This website and blog are dedicated to this villain I fight and all the other men women and children who deal with this issue, in silence, alone and in shame. For me as embarrassing as this issue is and as hard as it is to talk about, I chose to come out of the proverbial closet because I believe its high time that this issue be out in the open to help take some of the stigma off.
Like folks with intellectual disabilities, or Autism, or spinal cord injuries or Traumatic Brain Injury, Cerebral Palsy, Dystonia, Dyslexia and all others, people dealing with incontinence and diapers, whether severely disabled, elderly, a child or a young adult (male) like me have our own battles to fight.

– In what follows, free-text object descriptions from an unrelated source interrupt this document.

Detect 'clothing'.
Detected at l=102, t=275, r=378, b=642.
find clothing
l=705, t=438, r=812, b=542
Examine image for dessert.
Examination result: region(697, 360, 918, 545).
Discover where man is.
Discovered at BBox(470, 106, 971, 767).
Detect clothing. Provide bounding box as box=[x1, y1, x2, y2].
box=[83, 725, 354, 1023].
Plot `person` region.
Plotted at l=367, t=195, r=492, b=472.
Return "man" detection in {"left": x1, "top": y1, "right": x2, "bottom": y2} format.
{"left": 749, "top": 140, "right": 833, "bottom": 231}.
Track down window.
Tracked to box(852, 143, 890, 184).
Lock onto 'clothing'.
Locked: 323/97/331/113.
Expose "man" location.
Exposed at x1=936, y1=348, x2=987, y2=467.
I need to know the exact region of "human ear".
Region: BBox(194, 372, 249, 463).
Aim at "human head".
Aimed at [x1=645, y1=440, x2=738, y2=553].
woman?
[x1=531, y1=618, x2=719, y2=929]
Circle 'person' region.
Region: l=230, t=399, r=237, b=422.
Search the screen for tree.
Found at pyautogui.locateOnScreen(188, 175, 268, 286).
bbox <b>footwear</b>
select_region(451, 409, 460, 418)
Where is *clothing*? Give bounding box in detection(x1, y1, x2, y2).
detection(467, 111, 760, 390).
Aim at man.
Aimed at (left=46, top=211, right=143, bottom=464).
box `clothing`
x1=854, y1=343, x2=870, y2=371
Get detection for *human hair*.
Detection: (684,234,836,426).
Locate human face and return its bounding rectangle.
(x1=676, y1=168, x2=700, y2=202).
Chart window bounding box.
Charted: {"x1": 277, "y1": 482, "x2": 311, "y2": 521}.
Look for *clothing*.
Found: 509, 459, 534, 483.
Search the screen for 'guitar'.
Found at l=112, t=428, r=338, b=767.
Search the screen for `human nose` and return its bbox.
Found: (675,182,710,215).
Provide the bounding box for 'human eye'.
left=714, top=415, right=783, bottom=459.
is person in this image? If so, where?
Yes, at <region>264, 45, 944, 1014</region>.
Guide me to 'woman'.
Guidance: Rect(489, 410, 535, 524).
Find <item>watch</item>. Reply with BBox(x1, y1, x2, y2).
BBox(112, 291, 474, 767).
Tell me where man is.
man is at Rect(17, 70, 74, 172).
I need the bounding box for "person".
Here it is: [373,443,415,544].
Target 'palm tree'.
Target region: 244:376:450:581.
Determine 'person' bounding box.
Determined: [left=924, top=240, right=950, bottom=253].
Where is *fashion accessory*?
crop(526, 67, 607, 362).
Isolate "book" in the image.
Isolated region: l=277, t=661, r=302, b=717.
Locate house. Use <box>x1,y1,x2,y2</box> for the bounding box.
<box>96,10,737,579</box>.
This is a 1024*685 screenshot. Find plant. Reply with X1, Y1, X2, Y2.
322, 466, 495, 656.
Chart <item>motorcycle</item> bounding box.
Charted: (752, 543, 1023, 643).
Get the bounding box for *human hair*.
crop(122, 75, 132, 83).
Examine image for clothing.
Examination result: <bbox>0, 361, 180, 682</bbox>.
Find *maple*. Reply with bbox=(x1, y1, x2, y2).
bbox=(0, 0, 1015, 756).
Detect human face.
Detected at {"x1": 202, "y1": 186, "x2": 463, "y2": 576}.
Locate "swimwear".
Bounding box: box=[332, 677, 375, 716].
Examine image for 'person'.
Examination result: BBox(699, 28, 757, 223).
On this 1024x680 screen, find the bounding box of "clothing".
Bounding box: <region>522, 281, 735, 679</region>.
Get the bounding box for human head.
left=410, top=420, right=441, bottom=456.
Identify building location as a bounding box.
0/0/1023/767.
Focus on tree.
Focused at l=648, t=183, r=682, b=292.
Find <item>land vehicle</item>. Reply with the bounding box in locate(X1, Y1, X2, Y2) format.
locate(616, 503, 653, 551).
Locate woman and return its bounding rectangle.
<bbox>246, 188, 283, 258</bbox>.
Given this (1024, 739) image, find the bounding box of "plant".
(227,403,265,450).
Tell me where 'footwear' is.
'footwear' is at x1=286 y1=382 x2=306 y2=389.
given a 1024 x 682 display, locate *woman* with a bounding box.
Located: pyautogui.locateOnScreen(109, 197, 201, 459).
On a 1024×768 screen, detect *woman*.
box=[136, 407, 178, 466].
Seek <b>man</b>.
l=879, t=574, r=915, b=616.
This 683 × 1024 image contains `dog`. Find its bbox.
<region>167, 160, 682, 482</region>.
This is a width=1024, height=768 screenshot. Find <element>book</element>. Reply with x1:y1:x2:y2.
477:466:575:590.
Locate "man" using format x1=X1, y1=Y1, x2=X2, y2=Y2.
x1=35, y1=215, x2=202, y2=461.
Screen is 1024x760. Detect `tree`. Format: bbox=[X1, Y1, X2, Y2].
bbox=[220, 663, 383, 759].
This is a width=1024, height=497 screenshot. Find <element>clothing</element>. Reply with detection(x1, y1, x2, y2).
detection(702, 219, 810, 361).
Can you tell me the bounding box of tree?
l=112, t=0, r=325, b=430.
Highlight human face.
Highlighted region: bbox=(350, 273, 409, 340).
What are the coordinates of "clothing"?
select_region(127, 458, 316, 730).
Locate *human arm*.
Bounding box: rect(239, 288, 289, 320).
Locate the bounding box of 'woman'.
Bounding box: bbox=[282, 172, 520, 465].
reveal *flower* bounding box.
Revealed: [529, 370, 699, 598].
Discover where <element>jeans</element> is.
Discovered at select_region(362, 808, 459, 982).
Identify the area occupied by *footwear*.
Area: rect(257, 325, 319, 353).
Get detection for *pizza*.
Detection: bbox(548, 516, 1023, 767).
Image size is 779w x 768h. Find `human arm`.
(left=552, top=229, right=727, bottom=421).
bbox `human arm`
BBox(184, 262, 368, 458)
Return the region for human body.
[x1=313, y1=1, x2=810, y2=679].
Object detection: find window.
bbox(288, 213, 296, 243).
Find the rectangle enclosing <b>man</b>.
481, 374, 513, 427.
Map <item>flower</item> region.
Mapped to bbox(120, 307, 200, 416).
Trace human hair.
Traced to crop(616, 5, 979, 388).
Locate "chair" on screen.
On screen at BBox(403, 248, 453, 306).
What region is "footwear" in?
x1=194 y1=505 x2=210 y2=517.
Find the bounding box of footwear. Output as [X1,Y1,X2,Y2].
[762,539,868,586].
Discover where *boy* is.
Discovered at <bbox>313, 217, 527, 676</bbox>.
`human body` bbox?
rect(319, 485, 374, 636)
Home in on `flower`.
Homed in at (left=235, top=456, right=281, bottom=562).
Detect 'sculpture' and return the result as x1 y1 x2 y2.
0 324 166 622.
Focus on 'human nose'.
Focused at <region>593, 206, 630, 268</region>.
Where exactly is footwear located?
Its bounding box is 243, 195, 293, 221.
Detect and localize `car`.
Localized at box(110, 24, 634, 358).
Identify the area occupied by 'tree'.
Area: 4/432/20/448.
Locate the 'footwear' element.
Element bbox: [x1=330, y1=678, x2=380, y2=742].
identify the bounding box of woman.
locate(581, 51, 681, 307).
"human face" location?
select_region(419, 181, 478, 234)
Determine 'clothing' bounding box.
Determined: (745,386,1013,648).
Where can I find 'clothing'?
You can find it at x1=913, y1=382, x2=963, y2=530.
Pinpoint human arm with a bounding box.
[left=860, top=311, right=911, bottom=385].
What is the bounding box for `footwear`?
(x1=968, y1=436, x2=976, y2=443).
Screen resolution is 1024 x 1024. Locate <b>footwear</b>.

It’s a battle for dignity and acceptance, inclusion, compassion, understanding and empathy. We all have value. We all have dreams and aspirations. Many of us are parents…or own businesses, or are executives, or teachers. Many are women but plenty are men. We have our challenges like shopping in paranoia at store for our diapers one isle removed from the parents with smiles on their face picking out diapers for their babies and toddlers. For those of us like me who are parents, often times we go down that isle before or after we shop for ourselves and our reminded of our own limitations. We also take up the challenge of locating the nearest bathroom to change when we need to. Some like me get tired of the embarrassment at the store and go through a medical supply company and get our diapers shipped to us but that doesn’t remove the villain this post is talking about. We still have incontinence and we still have to exist and live in a world that says be nice to the disabled but yet it doesn’t realize that the world excludes us at the same time. We have our challenges for sure. This website and blog will be the door to the closet I’m coming out of so to speak and it is my hope it will help be a voice for the disabled, those who exist, not by our choice, beneath the people and society which claim to want us at their “level”, yet removes the ladder before we can climb up.